The article incensed the Pescaderans who said Jackson’s article had not reported all the facts.

To present their side, “A and B”–the pseudonym for two Pescadero writers, penned a letter to the San Mateo County newspaper, the Times-Gazette.

Referring to Roma Jackson, “A and B” wrote, [Jackson] “knew that money was being raised for the purpose of building a new cemetery fence. He also knew that the ladies have been working day and night for the [cemetery] fence, and it is an insult to them and to the town…to infer that they care nothing for their dead.”

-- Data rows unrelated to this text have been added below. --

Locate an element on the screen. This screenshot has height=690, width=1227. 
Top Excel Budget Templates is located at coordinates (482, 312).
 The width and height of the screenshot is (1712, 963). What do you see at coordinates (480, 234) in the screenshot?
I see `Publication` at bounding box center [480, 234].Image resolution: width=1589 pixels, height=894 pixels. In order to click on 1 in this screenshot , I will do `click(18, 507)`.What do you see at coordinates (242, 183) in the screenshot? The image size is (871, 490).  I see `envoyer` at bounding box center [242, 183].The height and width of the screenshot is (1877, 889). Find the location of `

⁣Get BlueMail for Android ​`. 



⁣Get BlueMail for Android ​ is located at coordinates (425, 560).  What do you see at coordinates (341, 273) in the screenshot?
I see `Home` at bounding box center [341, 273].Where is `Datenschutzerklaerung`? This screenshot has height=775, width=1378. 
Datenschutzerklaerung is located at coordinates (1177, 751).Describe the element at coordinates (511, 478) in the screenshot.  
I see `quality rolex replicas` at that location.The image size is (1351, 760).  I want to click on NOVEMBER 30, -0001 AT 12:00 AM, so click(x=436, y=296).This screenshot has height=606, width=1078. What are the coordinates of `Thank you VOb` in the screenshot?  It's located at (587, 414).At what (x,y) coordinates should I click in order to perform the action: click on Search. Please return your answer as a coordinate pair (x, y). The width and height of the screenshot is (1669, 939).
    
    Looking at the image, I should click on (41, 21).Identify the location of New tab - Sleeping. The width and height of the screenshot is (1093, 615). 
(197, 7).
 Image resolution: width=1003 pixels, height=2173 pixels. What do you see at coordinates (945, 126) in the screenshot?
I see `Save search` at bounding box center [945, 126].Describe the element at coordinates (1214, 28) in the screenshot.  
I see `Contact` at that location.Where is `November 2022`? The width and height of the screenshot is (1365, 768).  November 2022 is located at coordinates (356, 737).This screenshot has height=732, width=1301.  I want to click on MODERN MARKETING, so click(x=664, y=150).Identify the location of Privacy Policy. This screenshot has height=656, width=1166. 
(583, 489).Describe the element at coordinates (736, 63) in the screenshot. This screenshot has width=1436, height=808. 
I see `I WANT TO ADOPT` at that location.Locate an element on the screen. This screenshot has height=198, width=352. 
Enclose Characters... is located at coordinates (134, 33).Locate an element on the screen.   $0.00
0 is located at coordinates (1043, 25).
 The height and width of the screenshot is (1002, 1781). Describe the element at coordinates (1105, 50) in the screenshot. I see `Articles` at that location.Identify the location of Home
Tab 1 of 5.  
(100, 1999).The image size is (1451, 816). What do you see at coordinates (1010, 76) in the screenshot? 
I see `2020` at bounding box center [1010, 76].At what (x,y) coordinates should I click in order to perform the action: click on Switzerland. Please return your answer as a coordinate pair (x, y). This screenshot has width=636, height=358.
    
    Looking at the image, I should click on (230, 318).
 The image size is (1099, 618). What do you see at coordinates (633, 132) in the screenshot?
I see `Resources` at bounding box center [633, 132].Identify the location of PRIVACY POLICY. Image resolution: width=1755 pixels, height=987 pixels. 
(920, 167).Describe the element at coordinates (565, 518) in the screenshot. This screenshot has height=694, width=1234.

Later it was revealed that the dance had been canceled when money for the fence suddenly materialized– gifts from generous villagers.

“The new fence was raised,” reported the Coastside Advocate, “…an artistic and stately fence gladdens the eye of the passer.”

But that wasn’t enough…as the Half Moon Bay newspaper editor (as official spokesman for the special group that had visited Pescadero) continued to complain about this and that–now it was the less than friendly reception endured while staying in the tiny Coastside village.

Once again there was a retort from the writers “A and B”. “As for hospitality,” they said, “we must confess that we were very lax in that regard, because we did not know we were expected to show any more courtesies to Half Moon Bay than Half Moon Bay has to us upon former occasions.”

That statement by “A and B” speaks volumes, doesn’t it?

Clearly the trip to Pescadero was a public relations disaster for everybody. While the Half Moon Bay crowd clung to their civic superiority, the crusty Pescaderans (“A & B”) closed the door on the affair with a final statement in the Times-Gazette: “…we wish to say that Pescadero, the gem of the coastside of San Mateo County, invites the people of other places to come and visit us. The hotels are kept by hospitable persons and the townspeople stand ready with open arms to welcome the strangers, but ask that when you leave you tell the truth concerning us, and not cast slurs upon the characters of our young ladies, or upon the town in general.”